When the original papers had been filed, the Sheas had been living on the land side, up Rambla Pacifica. Three years later, they'd moved to the 20000 block of Pacific Coast Highway.

I drove back south and found the place: a one-story Cape Cod, white board and green shutters, squeezed between two bigger stucco edifices. Probably one of the original beach structures of the twenties and thirties, reminiscent of a quieter, simpler Malibu. Sometimes big storms washed the old places out to sea.

I rang the bell. No answer. The knocker was a bronze sea lion patinaed with salt. I used it to drum the green wooden door a couple of times. Still nothing. Neither Gwen's customized van nor Tom's BMW was in sight. But no mail in the box, not even throwaways.

I went home and called the Producers Guild and learned that Curtis App was president of New Times Productions in Century City.

A call to New Times got me a voice mail system that required an engineering degree to understand. I pushed 6 to speak with Mr.
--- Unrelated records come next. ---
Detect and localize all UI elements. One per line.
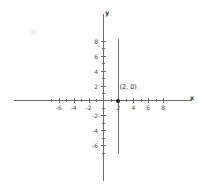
x-axis-tick [74, 98, 75, 103]
data-point-label: (2, 0) [119, 83, 136, 91]
y-axis-tick [102, 93, 105, 94]
x-axis-tick [133, 98, 134, 103]
y-tick-label: 2 [94, 82, 98, 89]
y-axis-tick [101, 86, 106, 87]
data-point-marker [116, 99, 120, 103]
y-axis-tick [102, 63, 105, 64]
y-axis-tick [102, 78, 105, 79]
x-axis-tick [111, 99, 112, 102]
y-axis-tick [102, 48, 105, 49]
x-axis-tick [96, 99, 97, 102]
y-tick-label: 6 [94, 52, 98, 59]
x-axis-tick [59, 98, 60, 103]
y-axis-tick [102, 123, 105, 124]
y-axis-tick [101, 145, 106, 146]
y-axis-tick [102, 153, 105, 154]
x-tick-label: -6 [56, 104, 62, 111]
y-axis [103, 14, 104, 181]
x-axis-tick [81, 99, 82, 102]
x-tick-label: -2 [86, 104, 92, 111]
x-axis-tick [51, 99, 52, 102]
x-axis-tick [66, 99, 67, 102]
y-tick-label: -4 [92, 127, 98, 134]
x-axis-label: x [190, 94, 194, 102]
x-tick-label: -4 [71, 104, 77, 111]
x-axis-tick [148, 98, 149, 103]
y-tick-label: 4 [94, 67, 98, 74]
y-axis-tick [102, 138, 105, 139]
y-axis-tick [101, 41, 106, 42]
image-artifact [31, 30, 36, 35]
y-axis-tick [101, 56, 106, 57]
y-tick-label: -2 [92, 112, 98, 119]
x-axis-tick [141, 99, 142, 102]
x-tick-label: 6 [146, 104, 150, 111]
y-axis-label: y [105, 9, 109, 17]
function-line [118, 39, 119, 154]
x-tick-label: 4 [131, 104, 135, 111]
x-axis-tick [126, 99, 127, 102]
x-axis-tick [89, 98, 90, 103]
y-axis-tick [101, 71, 106, 72]
x-axis-tick [163, 98, 164, 103]
y-axis-tick [102, 108, 105, 109]
y-tick-label: -6 [92, 142, 98, 149]
y-axis-tick [101, 115, 106, 116]
x-tick-label: 8 [161, 104, 165, 111]
coordinate-plane-chart: x y -6-4-224688642-2-4-6 (2, 0) [0, 0, 198, 190]
x-axis-tick [156, 99, 157, 102]
y-axis-tick [101, 130, 106, 131]
y-tick-label: 8 [94, 37, 98, 44]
App and got cut off.

It was just after noon.

I drove into the city, heading straight for the university library.

The computer held a dozen references to App, the most recent being five-year-old reviews of a movie he'd produced called Camp Hatchet II.

Bomb review. Maybe that was his spiritual link with Lowell. The next seven citations were more of the same. Then I found a thirteen-year-old article in American Film entitled APP ON THE DEFENSE: TEEN PIX PRODUCER SAYS HE KEEPS KIDS OUT OF TROUBLE.

The magazine hadn't been microfilmed, but it was in the stacks. The article was an interview in which App acknowledged the dreadful critical notices he'd received on each of the nine soft-sex blood-and-gore flicks he'd produced and admitted that "my pictures aren't Dostoyevsky, they're popcorn for the head. But no pubic hair or nipples. Kids watch them, space out, and have a good time in the drive-in. When they're there, they're off the streets, so think of it as public service programming. As a parent, I'd rather have my kid watch Janey Makes the Squad or Red Moon Over Camp Hatchet than a lot of the garbage that's on network TV."